By June 2024, China had 246 EFLOP/s of total compute capacity and aims to reach 300 EFLOP/s by 2025. That’s infrastructure built explicitly for the ASI era.
The Future: Five or Six Hyperscalers
At the Apsara conference, Eddie Wu made a bold prediction: there would only be “five or six hyperscalers globally” in the future, implying that Alibaba would be one of them.
Given current trends and China’s explicit focus on ASI rather than just AGI, that prediction doesn’t seem far-fetched.
What’s clear is that the AI race has evolved beyond a simple competition of computing power or model performance. It’s become a contest of ecosystems, adoption strategies, and full-stack capabilities—with China explicitly aiming for the ultimate prize of artificial superintelligence.
The most valuable tech companies have emerged as early winners in the AI era, with the five biggest companies accounting for more than 70% of the total market value of the top 20, up from 65% last year.
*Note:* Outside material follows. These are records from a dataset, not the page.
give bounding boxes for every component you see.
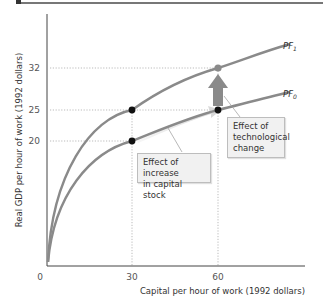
tech-change-arrow — [208, 74, 228, 106]
point-pf0-60 — [215, 107, 222, 114]
point-pf1-60 — [214, 64, 221, 71]
tech-leader-line — [224, 96, 240, 117]
tech-change-note: Effect of technological change — [227, 117, 285, 158]
x-tick-60: 60 — [212, 272, 224, 282]
y-axis-label: Real GDP per hour of work (1992 dollars) — [14, 53, 24, 228]
x-axis-label: Capital per hour of work (1992 dollars) — [140, 286, 305, 296]
y-tick-32: 32 — [29, 63, 40, 73]
y-tick-25: 25 — [29, 105, 40, 115]
capital-note-line2: in capital stock — [143, 179, 205, 201]
capital-note-line1: Effect of increase — [143, 157, 205, 179]
x-tick-30: 30 — [126, 272, 138, 282]
capital-leader-line — [168, 128, 182, 152]
pf0-label: PF0 — [283, 89, 297, 100]
point-pf0-30 — [129, 138, 136, 145]
capital-increase-note: Effect of increase in capital stock — [137, 153, 211, 183]
tech-note-line3: change — [233, 143, 279, 154]
origin-label: 0 — [37, 272, 43, 282]
point-pf1-30 — [129, 107, 136, 114]
pf1-label: PF1 — [283, 41, 297, 52]
tech-note-line2: technological — [233, 132, 279, 143]
tech-note-line1: Effect of — [233, 121, 279, 132]
y-tick-20: 20 — [29, 136, 41, 146]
But the Chinese challengers are proving that massive spending alone doesn’t guarantee victory in the race to ASI.
The lesson from China’s AI strategy is surprisingly simple: it takes more than chips—and more than AGI—to win the AI race.
Wu declared: “AGI will not only amplify human intelligence but also unlock human potential, paving the way for the arrival of Artificial Superintelligence. ASI will drive exponential technological leaps, carrying us into an unprecedented age of intelligence.”
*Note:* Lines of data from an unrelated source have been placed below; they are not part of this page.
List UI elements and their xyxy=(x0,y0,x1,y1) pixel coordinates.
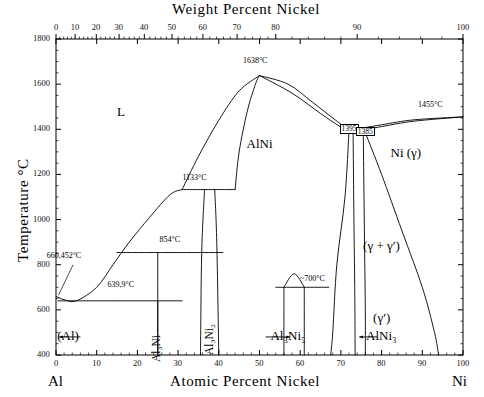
x2tick-label-20: 20 xyxy=(92,23,101,32)
xtick-label-70: 70 xyxy=(336,359,345,368)
annotation-700C: ~700°C xyxy=(300,275,325,283)
boundary-AlNi3-left-bound xyxy=(353,133,355,355)
ytick-label-400: 400 xyxy=(37,350,50,359)
phase-label-Ni-gamma: Ni (γ) xyxy=(391,146,422,159)
phase-label-Al3Ni2: Al₃Ni₂ xyxy=(204,324,216,355)
x2tick-label-50: 50 xyxy=(167,23,176,32)
axis-ticks xyxy=(56,34,463,355)
annotation-1385: 1385 xyxy=(356,127,375,137)
phase-label-AlNi: AlNi xyxy=(247,137,273,150)
xtick-label-0: 0 xyxy=(54,359,58,368)
x2tick-label-40: 40 xyxy=(140,23,149,32)
xtick-label-50: 50 xyxy=(255,359,264,368)
x2tick-label-10: 10 xyxy=(71,23,80,32)
xtick-label-30: 30 xyxy=(174,359,183,368)
boundary-AlNi-solidus-left xyxy=(235,76,259,190)
phase-label-Al3Ni: Al₃Ni xyxy=(151,335,163,362)
phase-label-gamma-prime: (γ′) xyxy=(373,311,390,324)
annotation-660452C: 660,452°C xyxy=(47,252,82,260)
boundary-AlNi-solvus-right xyxy=(260,76,350,131)
xtick-label-90: 90 xyxy=(418,359,427,368)
phase-label-AlNi3: AlNi₃ xyxy=(366,329,397,342)
phase-label-Al-solid-solution: (Al) xyxy=(57,329,79,342)
xtick-label-80: 80 xyxy=(377,359,386,368)
ytick-label-800: 800 xyxy=(37,260,50,269)
axes-frame xyxy=(56,39,463,355)
annotation-1455C: 1455°C xyxy=(418,101,443,109)
phase-label-gamma-plus-gamma-prime: (γ + γ′) xyxy=(363,239,400,252)
phase-label-Al3Ni5: Al₃Ni₅ xyxy=(270,329,305,342)
annotation-1638C: 1638°C xyxy=(243,57,268,65)
ytick-label-1400: 1400 xyxy=(33,124,50,133)
xtick-label-10: 10 xyxy=(92,359,101,368)
xtick-label-100: 100 xyxy=(457,359,470,368)
x2tick-label-60: 60 xyxy=(198,23,207,32)
annotation-854C: 854°C xyxy=(159,236,180,244)
ytick-label-1800: 1800 xyxy=(33,34,50,43)
phase-label-L: L xyxy=(117,105,125,118)
x2tick-label-30: 30 xyxy=(115,23,124,32)
annotation-6399C: 639,9°C xyxy=(108,281,135,289)
x2tick-label-100: 100 xyxy=(457,23,470,32)
ytick-label-1000: 1000 xyxy=(33,215,50,224)
x2tick-label-0: 0 xyxy=(54,23,58,32)
x2tick-label-80: 80 xyxy=(271,23,280,32)
annotation-1133C: 1133°C xyxy=(182,174,206,182)
xtick-label-20: 20 xyxy=(133,359,142,368)
ytick-label-600: 600 xyxy=(37,305,50,314)
xtick-label-40: 40 xyxy=(214,359,223,368)
boundary-AlNi-right-phase-bound xyxy=(331,130,349,355)
xtick-label-60: 60 xyxy=(296,359,305,368)
boundary-AlNi-liquidus-right xyxy=(260,76,350,131)
ytick-label-1600: 1600 xyxy=(33,79,50,88)
ytick-label-1200: 1200 xyxy=(33,169,50,178)
x2tick-label-90: 90 xyxy=(353,23,362,32)
x2tick-label-70: 70 xyxy=(233,23,242,32)
phase-diagram-figure: Weight Percent Nickel Atomic Percent Nic… xyxy=(0,0,484,397)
While American companies pour hundreds of billions into developing ever-more-powerful language models and competing for scarce GPU supplies, China is quietly building a comprehensive AI ecosystem that spans from hardware to applications, from research labs to factory floors—all explicitly aimed at achieving artificial superintelligence that can self-iterate and evolve.
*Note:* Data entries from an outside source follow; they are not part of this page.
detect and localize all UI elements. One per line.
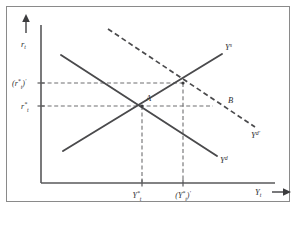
x-tick-label-Y-star: Y*t <box>133 190 142 202</box>
axis-group <box>41 25 275 183</box>
curve-label-demand-shifted: Yd' <box>251 130 261 140</box>
x-axis-arrow-icon <box>272 188 291 196</box>
y-axis-label: rt <box>21 39 26 50</box>
economics-diagram: rt Yt (r*t)' r*t Y*t (Y*t)' Ys Yd Yd' <box>7 7 291 203</box>
point-marker-new-equilibrium <box>181 81 184 84</box>
x-tick-label-Y-star-prime: (Y*t)' <box>175 190 191 202</box>
curve-label-demand: Yd <box>220 155 228 165</box>
y-tick-label-r-star: r*t <box>21 101 29 113</box>
figure-frame: rt Yt (r*t)' r*t Y*t (Y*t)' Ys Yd Yd' <box>6 6 290 202</box>
curve-supply <box>63 54 222 151</box>
y-axis-arrow-icon <box>22 14 30 33</box>
point-marker-A <box>140 104 143 107</box>
point-label-A: A <box>145 93 152 103</box>
x-axis-label: Yt <box>255 187 262 198</box>
point-label-B: B <box>228 95 233 105</box>
y-tick-label-r-star-prime: (r*t)' <box>12 78 27 90</box>
curve-label-supply: Ys <box>225 42 233 52</box>
caption-strip <box>6 206 290 226</box>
The US still holds advantages in foundational AI research, semiconductor design, and venture capital. But China’s focus on practical applications, open-source collaboration, manufacturing integration, and explicit ASI development represents a fundamentally different—and potentially more sustainable—approach to AI development.
As one researcher noted, the concept of superintelligence has long guided prominent American AI companies, with OpenAI releasing an article on safe superintelligent AI development in May 2023 stating: “Now is a good time to start thinking about the governance of superintelligence—future AI systems dramatically more capable than even AGI.”
The difference? China isn’t just thinking about it—they’re building it.
Alibaba’s commitment to full-stack development—from cloud infrastructure to open-source models to physical robotics—embodies China’s broader strategy: winning not by outspending Silicon Valley in the race to AGI, but by building a more complete, integrated, and practical path to artificial superintelligence.
In the end, the AI race might not be won by whoever reaches AGI first or spends the most.
It might be won by whoever builds the most comprehensive infrastructure for ASI—systems that can self-iterate, continuously improve, and seamlessly integrate with the physical world.
And on that metric, China’s lesson is clear: forget the hype about AGI, build the full stack for ASI, and let the robots (and the self-improving AI systems) do the heavy lifting.
Now, if you’ll excuse me, I need to go check if my food delivery app has upgraded to humanoid robot couriers powered by self-iterating superintelligent systems yet.
Given current trends, it’s probably only a matter of time.
And who knows? Maybe those robots will be smarter than us by 2030. At least they’ll probably be better at remembering to include the extra soy sauce.
About the author: Rupesh Bhambwani is a technology enthusiast specializing in the broad technology industry dynamics and international technology policy.
When not obsessing over nanometer-scale transistors, energy requirements of AI models, real-world impacts of the AI revolution and staring at the stars, he can be found trying to explain to his relatives why their smartphones are actually miracles of modern engineering, usually to limited success.